Firefox

The Mozilla Foundation and its subsidiary, the Mozilla Corporation, created the free and open-source web browser known as Mozilla Firefox, or just Firefox. It displays web pages using the Gecko rendering engine, which incorporates up-to-date and future web standards. Under the code name Quantum, Firefox started implementing new technology in November 2017 in order to support parallelism and a more user-friendly UI. Windows 7 and later versions, macOS, and Linux all support Firefox. For a variety of Unix and Unix-like operating systems, including FreeBSD, OpenBSD, NetBSD, illumos, and Solaris Unix, it has unofficial ports available. Additionally, iOS and Android are supported. The iOS version, like all other iOS web browsers, employs the WebKit layout engine rather than Gecko due to platform constraints. One of the two primary browsers included with Amazon’s Silk Browser is also optimized for the Amazon Fire TV.

In 2002, the Mozilla community members that preferred a standalone browser over the Mozilla Application Suite bundle developed Firefox under the code name “Phoenix.” It was commended for its speed, security, and add-ons when compared to Microsoft’s then-dominant Internet Explorer 6 during its beta period and proved to be popular with its testers. In just nine months after its introduction on November 9, 2004, it had 60 million downloads, challenging Internet Explorer’s hegemony. It is the spirtual successor of Netscape Navigator because Netscape founded the Mozilla community in 1998 before being acquired by AOL.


» What to do:
Go through the records, and copy each line in which the string "Replace" is present.

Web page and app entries
-- Opening Marker --
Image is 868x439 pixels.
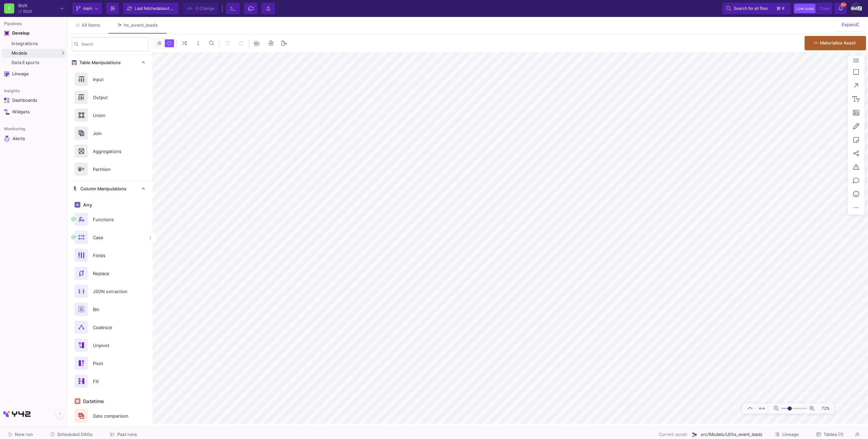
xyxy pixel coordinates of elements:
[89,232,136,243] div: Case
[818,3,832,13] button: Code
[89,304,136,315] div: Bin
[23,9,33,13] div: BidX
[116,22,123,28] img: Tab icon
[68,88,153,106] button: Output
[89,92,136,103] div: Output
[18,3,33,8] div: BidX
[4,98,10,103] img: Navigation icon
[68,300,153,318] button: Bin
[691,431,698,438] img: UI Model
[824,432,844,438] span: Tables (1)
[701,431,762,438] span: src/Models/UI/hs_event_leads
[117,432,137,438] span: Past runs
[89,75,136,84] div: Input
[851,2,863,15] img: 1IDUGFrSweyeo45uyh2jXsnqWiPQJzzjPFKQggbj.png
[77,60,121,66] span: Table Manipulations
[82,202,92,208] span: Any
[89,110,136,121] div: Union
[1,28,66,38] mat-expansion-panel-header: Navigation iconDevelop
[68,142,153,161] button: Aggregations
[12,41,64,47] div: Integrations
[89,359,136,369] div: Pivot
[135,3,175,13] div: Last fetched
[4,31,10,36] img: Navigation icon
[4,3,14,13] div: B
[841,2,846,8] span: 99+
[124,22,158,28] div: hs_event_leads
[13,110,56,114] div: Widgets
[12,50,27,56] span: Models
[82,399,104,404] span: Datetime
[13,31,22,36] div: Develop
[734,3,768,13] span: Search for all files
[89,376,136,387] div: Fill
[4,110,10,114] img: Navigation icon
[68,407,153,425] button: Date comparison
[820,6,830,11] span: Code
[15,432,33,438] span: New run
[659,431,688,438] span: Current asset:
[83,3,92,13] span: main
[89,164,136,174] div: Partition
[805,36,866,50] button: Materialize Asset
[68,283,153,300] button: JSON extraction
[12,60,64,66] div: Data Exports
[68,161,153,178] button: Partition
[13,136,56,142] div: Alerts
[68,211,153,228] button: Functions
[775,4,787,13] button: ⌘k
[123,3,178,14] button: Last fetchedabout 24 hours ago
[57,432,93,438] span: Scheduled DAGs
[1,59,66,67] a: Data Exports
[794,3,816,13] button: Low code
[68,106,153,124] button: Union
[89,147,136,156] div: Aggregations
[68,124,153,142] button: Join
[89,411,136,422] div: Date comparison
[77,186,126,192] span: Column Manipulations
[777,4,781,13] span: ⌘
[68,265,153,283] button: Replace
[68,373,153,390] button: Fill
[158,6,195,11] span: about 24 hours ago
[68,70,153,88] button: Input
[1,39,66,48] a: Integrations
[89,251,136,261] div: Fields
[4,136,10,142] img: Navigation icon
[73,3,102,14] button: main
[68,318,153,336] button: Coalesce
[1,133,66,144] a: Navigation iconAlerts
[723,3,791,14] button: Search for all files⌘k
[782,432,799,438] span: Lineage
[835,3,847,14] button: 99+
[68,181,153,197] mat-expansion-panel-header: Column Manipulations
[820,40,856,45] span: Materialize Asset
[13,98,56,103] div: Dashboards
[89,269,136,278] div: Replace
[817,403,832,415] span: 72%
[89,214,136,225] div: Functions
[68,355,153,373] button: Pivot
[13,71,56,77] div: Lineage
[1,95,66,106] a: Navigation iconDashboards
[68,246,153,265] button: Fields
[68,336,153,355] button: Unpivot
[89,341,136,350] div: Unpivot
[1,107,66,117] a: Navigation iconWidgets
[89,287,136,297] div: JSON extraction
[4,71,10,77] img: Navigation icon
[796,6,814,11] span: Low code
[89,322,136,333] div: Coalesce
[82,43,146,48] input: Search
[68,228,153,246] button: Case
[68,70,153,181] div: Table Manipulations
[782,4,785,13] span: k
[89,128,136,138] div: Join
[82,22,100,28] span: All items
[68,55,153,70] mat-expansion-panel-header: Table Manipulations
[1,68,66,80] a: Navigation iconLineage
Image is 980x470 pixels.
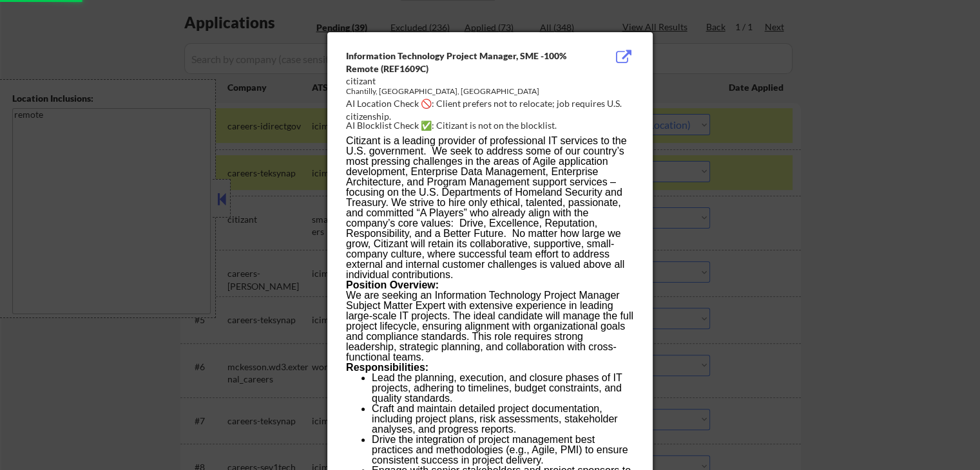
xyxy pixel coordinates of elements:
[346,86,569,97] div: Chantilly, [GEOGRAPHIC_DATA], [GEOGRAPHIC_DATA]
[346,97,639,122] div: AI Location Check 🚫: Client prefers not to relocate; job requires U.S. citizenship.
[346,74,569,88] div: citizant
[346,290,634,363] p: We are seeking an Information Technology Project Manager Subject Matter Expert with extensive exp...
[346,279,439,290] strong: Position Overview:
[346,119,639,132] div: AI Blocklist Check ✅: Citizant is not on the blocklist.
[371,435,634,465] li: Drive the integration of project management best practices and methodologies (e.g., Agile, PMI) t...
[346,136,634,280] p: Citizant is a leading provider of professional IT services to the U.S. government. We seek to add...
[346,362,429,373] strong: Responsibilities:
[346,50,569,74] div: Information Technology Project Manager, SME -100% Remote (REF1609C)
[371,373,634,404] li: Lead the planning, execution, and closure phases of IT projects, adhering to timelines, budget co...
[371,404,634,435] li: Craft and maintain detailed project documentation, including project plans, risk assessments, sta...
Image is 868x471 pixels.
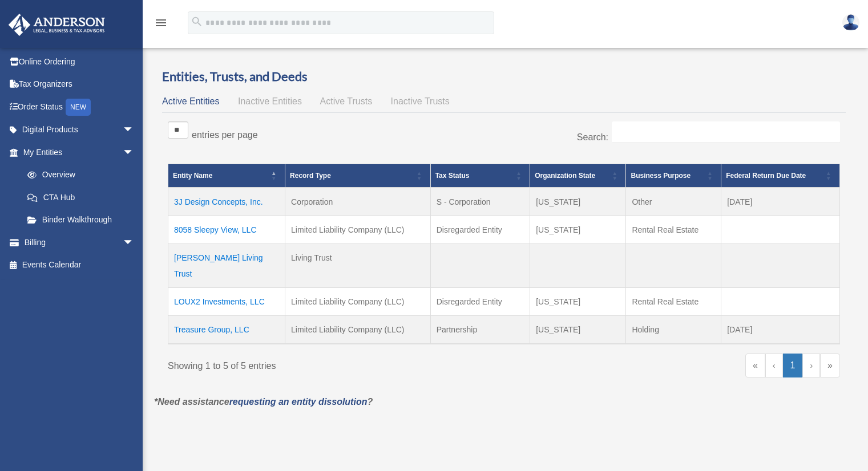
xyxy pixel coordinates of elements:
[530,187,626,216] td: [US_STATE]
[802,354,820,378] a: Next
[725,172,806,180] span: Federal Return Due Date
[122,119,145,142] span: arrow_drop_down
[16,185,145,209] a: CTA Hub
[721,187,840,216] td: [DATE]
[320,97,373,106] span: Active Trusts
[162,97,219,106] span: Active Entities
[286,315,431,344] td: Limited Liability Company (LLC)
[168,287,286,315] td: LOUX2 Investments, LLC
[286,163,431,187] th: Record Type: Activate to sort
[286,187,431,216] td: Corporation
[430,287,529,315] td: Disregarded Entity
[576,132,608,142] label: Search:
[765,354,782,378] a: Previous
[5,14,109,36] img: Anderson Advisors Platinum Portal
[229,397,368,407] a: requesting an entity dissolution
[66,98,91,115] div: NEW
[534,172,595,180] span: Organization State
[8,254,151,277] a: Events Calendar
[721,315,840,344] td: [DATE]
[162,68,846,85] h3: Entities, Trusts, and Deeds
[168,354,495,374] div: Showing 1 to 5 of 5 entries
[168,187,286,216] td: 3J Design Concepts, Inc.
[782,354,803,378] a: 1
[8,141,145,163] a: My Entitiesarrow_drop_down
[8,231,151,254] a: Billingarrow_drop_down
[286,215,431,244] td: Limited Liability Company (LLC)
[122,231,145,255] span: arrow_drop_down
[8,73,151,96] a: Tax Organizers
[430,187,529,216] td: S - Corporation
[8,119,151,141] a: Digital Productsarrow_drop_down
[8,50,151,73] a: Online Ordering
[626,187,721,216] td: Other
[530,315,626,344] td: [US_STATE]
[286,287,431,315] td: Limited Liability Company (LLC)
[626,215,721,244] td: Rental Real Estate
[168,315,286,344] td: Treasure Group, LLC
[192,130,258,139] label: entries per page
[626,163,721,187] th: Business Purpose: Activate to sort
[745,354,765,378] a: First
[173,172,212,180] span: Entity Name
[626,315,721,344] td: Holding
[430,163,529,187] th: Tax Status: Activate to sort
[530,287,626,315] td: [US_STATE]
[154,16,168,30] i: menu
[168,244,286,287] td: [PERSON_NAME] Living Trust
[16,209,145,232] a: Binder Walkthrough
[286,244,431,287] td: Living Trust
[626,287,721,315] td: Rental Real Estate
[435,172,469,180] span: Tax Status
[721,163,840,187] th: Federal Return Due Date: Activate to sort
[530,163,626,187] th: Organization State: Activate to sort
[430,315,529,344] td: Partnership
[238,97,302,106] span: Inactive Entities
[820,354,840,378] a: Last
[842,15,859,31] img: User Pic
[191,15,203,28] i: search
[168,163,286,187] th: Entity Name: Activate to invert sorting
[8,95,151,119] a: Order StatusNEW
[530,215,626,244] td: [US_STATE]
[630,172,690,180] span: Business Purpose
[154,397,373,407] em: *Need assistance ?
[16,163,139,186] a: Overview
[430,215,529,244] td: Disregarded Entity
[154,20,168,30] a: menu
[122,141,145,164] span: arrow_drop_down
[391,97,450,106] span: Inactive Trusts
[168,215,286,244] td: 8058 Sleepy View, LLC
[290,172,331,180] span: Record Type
-- Closing Marker --
» Answer to this exercise:
[68,265,153,283] button: Replace
[89,269,136,278] div: Replace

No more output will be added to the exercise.